Thursday, October 30, 2008

The Raven - Edgar Allen Poe


The poem, The Raven, tells the bleak tale of a man's decent into a deep depression. The raven, which I think is either a metaphor and/or a delusion, seems to be a manifestation of sorrow. The man in the poem has lost his true love, Lenore, and although he tries to occupy his mind with his books, the raven incessantly croaks the word "Nevermore" as a constant reminder of his loss. His subconscious is forever returning to thoughts of his heartbreak. The raven, an expression of his inner thoughts, taunts him to a point of woebegone madness. This contradicts Transcendentalism because the Transcendentalists thought that your inner voice was the voice of God. Something makes me doubt that God would be feeding you the cheerless word "Nevermore" repeatedly until you were too grief-stricken to go on. "'Other friends have flown before-- On the morrow he will leave me, as my Hopes have flown before' Then the bird said 'Nevermore'"
When the raven enters into the chamber, he immediately perches on a bust of Athena, "Not the least obeisance made he; not a minute stopped or stayed he; But, with mien of lord or lady, perched above my chamber door - Perched upon a bust of Pallas just above my chamber door" Athena/Pallas is the goddess of wisdom. Wisdom was a virtue greatly admired by the Transcendentalists, and I think that Poe was using Athena/Pallas as the bust that the raven sat on with a purpose. Since the Transcendentalists put wisdom and thought on such a high pedestal, Poe puts his miserable raven on top of Pallas, as if to squash wisdom out. The man in the poem becomes so consumed with his grief that he lashes out at a bird that might not even exist; "'Be that word our sign of parting, bird or fiend!' I shrieked upstarting - 'Get thee back into the tempest and the Night's Plutonian shore! Leave no black plume as a token of that lie thy soul hath spoken! Leave my loneliness unbroken! - quit the bust above my door! Take thy beak from out my heart, and take thy form from off my door!' Quoth the raven, 'Nevermore.'" The man's wisdom is replaced with anguish as logical though gives way to the persistant agony of his broken heart. "And my soul from out that shadow that lies floating on the floor, Shall be lifted - nevermore!"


## Task directions
Print every entry exactly as it appears, but skip the pictures.

Records from a collection of figures
┄┄┄┄┄┄┄┄┄┄
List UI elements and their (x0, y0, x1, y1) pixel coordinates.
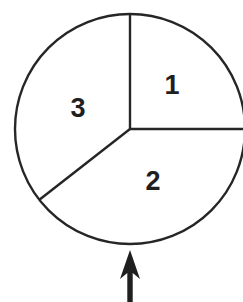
spinner-diagram-canvas: 1 2 3 (0, 0, 243, 302)
sector-2-label: 2 (145, 166, 160, 196)
sector-1-label: 1 (164, 70, 179, 100)
pointer-arrow-icon (120, 250, 140, 302)
sector-3-label: 3 (70, 93, 85, 123)
spinner-figure: 1 2 3 (0, 0, 243, 302)
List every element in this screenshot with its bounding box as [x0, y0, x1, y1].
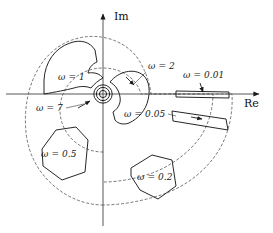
┄┄┄┄┄┄┄┄┄┄
## Task solution
List UI elements and their (x0, y0, x1, y1) pixel coordinates.
spinner-diagram-canvas: 1 2 3 (0, 0, 243, 302)
sector-2-label: 2 (145, 166, 160, 196)
sector-1-label: 1 (164, 70, 179, 100)
pointer-arrow-icon (120, 250, 140, 302)
sector-3-label: 3 (70, 93, 85, 123)
spinner-figure: 1 2 3 (0, 0, 243, 302)
List every element in this screenshot with its bounding box as [x0, y0, x1, y1].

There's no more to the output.